Some of the research councils provide it very well on-line and
it is relatively easy to find, whilst in other cases it is less
so. Again, for many academics with a traditional background, this
is still a relatively new track for them to follow so they do
need encouragement and, in some cases, guidance. I would emphasise
that is something that universities are engaged in. For example,
in terms of staff development, that is an element being addressed
in most universities today.
Q77 Mr Newmark: From your perspective,
what value added is there by the presence of RCUK in terms of
research council support for knowledge transfer?
Professor Green: We welcome the
impact. Sir Keith was, I think, modest in terms of the impact
that already RCUK has had. There is already an emerging much more
strategic approach which is extremely helpful. I think he was
correct in that more needs to be done but I think the effect has
been beneficial.
Dr Bushaway: I do not think there
is a role for extending the remit in the sense that what you might
be suggesting is that UK research councils should hold the ring
between the industry/university interface. I think that would
not be a valuable way forward. Whenever there have been hints
of that in the past, it has led to over-complexity, over-bureaucratisation
of what needs to be a very flexible and light-footed interface,
if you can have a light-footed interface.
Q78 Chairman: It works pretty effectively
in the States, having a single research council or the equivalent
of that does all its work. Why should it not in the UK?
Dr Bushaway: That is another argument,
whether the boundaries are right around the research councils.
On occasion, you have looked at that question in the past and
I think it is kept under review, rightly so, because what might
work in one decade may not be reasonable for another.
Professor Snowden: Having worked
in the States in a university and in a company, it works well
there because it is relatively simple. That is the key to success
here too. If we had to have a multi-tier structure where it filtered
from the top down to another research council to then try and
interact with a company, I think industry would find that uninteresting
and prohibitive because of the effort they would have to put in.

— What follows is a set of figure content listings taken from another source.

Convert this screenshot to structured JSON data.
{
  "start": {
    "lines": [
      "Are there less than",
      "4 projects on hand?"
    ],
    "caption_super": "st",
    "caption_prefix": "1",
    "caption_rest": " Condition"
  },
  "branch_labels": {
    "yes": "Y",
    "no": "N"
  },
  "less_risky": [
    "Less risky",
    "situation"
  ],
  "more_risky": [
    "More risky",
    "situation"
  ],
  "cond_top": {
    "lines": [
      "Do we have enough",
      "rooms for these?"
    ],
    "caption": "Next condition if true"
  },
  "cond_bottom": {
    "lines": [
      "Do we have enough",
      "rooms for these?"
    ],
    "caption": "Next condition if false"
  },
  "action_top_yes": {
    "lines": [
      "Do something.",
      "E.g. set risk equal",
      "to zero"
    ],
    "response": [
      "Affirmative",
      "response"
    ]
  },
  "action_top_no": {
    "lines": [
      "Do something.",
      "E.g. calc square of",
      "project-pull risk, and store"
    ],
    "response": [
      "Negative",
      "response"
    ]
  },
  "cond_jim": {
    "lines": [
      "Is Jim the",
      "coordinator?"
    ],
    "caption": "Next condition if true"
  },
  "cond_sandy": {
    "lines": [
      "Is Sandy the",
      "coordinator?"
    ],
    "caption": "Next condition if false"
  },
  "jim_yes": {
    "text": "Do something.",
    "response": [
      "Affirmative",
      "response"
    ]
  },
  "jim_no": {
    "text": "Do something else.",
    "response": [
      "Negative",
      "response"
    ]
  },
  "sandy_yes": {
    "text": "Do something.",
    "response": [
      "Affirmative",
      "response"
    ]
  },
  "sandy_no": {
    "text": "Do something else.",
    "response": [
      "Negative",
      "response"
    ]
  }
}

Chairman: A single research council would
make it dynamic.
Q79 Mr Newmark: I am assuming, in
the absence of that, it would be fragmented and inefficient. Nobody
would facilitate matters.
Professor Snowden: What we have
today is a not unsuccessful system. It has a benefit that it is
focused in relative areas of expertise. For example, in the Arts
Research Council it is very different to things you would do in
the EPSRC. It has evolved quite successfully. I could cite many
examples where that works well today.